"Captivity" Audience Rebels as 'Torture Porn' Arouses MPAA Fury
In Hollywood, unprecedented chutzpah is usually met with approbation, not probation.
But not today.
The Motion Picture Association today took the unusual step of issuing a month-long suspension of the ratings process for Roland Joffe's upcoming horror film, "Captivity." The film was planned for a May 18 release, but will not have to wait a full month before it can go before the MPAA ratings board, meaning that it will likely miss its planned release date if it wants to get a rating.
This all started a week ago, when "Captivity" billboards starting putting people off their lunch in L.A. and New York: Four graphic panels showed a young woman going through "abduction," "confinement," "torture" and "termination." As the Los Angeles Times columnist Steve Lopez aptly put it, "I thought about ordering up a photo of the billboard for this column, but trust me, you don't want to see it. I felt like I needed to take a shower just from having been within a hundred feet of it."
Jill Soloway, who knows a thing or two about the portrayal of death from her stint as the executive producer of HBO's "Six Feet Under," blogged on the Huffington Post, that "it somehow managed to recall Abu Ghraib, the Holocaust, porn and snuff films all at once."
The MPAA says the 'art' work was "summarily rejected" but went up on billboards anyway. After Dark insisted it was a "communications error" with their printer, and said they'd be taken down. Six days later, they were still up. Finally, they came down, but were replaced with a defiant "'Captivity' was here." Hardly contrition, though Courtney Soloman, the film's producer, said "nothing like this can ever happen again."
Now, per the MPAA, "the production company and its distributors will also be required to clear not only all promotional materials but also the locations and venues of all advertising buys relating to the film" -- the first time such a demand has ever been issued by the MPAA.
Clearly, we're in for some interesting times ahead: In a recent interview with MTV.com, 'splat pack' director Eli Roth ("Hostel") had this to say: "Hopefully, we'll get to a point where there are absolutely no restrictions on any kind of violence in movies."
And as for After Dark, well, even more good news: They've just acquired the North American distribution rights to the suicide-themed comedy, "Wristcutters," about young adults who kill themselves and end up in purgatory. They're currently planning a campaign wherein teens are shown committing suicide by jumping off bridges, electrocuting or hanging themselves.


What this task involves
In the data below, find every line that has the string "Actions", and copy it.

- Opening Delimiter -

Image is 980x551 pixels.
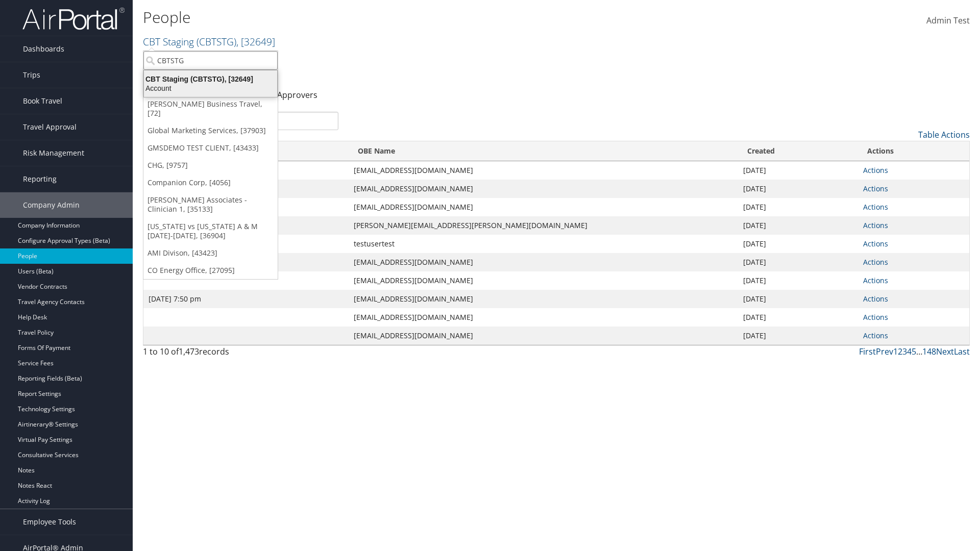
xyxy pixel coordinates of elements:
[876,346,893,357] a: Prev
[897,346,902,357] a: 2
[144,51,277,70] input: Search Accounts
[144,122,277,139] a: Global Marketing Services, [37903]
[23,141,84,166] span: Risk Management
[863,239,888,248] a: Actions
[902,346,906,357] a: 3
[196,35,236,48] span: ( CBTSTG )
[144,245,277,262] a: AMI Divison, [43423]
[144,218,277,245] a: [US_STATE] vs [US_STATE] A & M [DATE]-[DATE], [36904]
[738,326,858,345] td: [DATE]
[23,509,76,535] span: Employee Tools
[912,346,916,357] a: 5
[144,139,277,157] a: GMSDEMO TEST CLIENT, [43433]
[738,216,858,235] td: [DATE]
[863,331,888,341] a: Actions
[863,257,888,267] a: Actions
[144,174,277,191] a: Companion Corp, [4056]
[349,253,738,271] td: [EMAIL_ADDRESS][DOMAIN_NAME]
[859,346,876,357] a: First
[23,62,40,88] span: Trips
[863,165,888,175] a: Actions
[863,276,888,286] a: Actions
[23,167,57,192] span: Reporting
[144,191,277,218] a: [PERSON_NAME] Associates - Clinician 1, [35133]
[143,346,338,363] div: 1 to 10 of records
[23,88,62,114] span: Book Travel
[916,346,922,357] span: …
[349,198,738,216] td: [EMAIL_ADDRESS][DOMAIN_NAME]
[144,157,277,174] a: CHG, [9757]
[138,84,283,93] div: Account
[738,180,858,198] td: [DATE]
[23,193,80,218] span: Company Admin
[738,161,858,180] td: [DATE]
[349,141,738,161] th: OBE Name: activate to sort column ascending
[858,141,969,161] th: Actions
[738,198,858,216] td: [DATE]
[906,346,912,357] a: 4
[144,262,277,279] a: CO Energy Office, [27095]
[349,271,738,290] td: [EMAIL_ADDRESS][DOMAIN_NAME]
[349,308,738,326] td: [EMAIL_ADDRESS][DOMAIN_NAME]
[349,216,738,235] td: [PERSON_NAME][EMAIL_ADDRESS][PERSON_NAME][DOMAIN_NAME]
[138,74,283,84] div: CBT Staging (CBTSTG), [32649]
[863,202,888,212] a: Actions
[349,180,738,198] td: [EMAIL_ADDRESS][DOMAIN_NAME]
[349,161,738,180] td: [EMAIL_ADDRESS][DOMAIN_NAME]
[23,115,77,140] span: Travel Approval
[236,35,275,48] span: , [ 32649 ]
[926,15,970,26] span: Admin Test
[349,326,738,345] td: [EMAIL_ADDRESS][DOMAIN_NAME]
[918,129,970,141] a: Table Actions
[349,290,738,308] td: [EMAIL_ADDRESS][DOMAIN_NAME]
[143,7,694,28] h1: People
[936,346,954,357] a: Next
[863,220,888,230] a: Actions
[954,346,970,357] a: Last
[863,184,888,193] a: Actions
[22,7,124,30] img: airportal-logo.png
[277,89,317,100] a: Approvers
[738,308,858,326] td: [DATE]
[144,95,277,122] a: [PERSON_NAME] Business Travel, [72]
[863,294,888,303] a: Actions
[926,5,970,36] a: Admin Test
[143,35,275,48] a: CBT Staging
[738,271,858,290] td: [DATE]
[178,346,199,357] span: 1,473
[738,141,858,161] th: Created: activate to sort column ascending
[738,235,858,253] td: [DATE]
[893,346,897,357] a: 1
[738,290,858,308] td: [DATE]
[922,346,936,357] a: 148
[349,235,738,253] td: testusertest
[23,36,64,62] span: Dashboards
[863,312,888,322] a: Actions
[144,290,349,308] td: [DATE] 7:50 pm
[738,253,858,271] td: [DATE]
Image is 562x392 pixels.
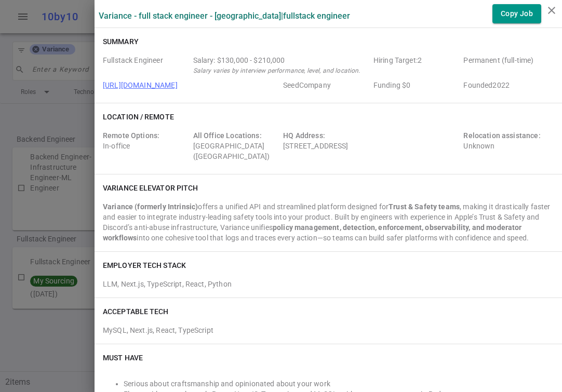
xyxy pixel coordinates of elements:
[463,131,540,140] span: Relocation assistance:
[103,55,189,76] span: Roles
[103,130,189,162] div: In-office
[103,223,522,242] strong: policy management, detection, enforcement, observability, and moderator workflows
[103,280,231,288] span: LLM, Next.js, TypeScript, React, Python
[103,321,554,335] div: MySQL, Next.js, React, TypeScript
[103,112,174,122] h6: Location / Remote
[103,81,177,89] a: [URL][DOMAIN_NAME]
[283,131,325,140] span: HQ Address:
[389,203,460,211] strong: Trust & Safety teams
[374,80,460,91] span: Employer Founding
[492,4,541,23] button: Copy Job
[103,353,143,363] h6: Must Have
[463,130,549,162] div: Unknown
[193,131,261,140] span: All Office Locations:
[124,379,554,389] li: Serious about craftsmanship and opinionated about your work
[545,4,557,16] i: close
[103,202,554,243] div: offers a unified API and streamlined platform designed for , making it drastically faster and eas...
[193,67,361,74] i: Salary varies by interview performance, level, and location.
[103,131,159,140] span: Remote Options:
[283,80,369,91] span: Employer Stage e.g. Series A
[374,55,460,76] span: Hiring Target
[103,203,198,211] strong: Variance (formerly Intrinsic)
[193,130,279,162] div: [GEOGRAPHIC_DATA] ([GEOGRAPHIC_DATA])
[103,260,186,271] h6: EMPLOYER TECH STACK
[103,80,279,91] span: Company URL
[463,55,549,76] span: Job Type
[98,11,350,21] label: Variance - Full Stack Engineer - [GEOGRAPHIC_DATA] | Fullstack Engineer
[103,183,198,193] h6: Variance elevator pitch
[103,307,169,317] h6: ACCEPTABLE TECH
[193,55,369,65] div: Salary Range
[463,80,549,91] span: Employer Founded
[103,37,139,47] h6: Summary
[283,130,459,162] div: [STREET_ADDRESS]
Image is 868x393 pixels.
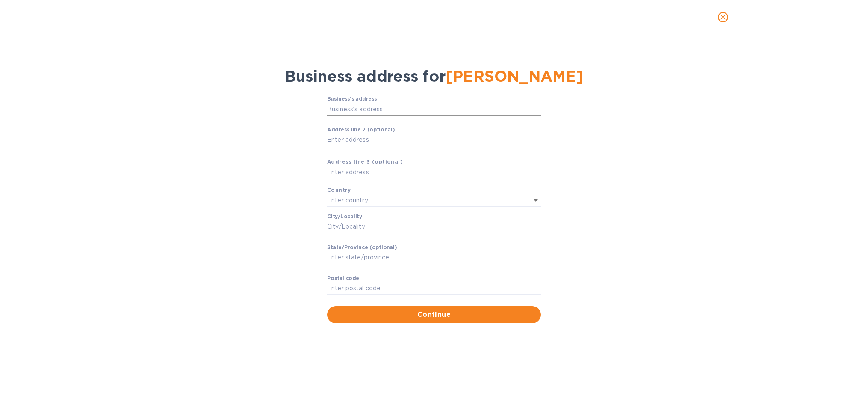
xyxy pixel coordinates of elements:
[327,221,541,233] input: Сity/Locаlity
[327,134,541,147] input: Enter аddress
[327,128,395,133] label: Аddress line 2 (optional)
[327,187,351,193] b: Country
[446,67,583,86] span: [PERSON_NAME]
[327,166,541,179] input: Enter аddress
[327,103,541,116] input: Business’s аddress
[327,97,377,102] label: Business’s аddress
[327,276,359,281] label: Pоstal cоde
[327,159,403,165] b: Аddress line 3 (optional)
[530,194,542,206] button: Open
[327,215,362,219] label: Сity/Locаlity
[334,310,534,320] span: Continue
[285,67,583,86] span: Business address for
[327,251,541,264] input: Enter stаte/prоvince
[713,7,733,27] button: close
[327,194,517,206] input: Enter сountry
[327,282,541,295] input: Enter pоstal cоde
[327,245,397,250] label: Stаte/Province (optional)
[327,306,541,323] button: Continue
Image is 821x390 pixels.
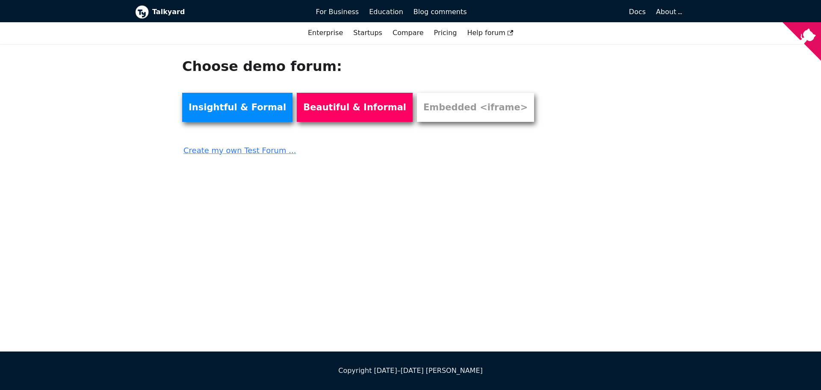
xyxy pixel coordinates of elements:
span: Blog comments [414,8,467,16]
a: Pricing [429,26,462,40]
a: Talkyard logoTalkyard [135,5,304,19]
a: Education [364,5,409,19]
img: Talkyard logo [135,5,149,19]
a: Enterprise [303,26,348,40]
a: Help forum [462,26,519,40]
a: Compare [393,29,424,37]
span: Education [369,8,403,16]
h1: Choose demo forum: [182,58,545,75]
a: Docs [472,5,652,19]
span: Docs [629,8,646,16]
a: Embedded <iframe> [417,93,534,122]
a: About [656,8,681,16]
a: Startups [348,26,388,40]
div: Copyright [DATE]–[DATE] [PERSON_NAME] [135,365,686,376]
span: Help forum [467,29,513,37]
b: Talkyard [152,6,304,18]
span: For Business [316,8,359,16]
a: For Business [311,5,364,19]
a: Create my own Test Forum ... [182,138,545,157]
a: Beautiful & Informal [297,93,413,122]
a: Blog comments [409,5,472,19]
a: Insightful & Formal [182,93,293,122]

- Closing Delimiter -

Result of the exercise
[863,239,888,248] a: Actions
[863,331,888,341] a: Actions
[863,257,888,267] a: Actions
[863,165,888,175] a: Actions
[863,276,888,286] a: Actions
[858,141,969,161] th: Actions
[863,202,888,212] a: Actions
[918,129,970,141] a: Table Actions
[863,220,888,230] a: Actions
[863,184,888,193] a: Actions
[863,294,888,303] a: Actions
[863,312,888,322] a: Actions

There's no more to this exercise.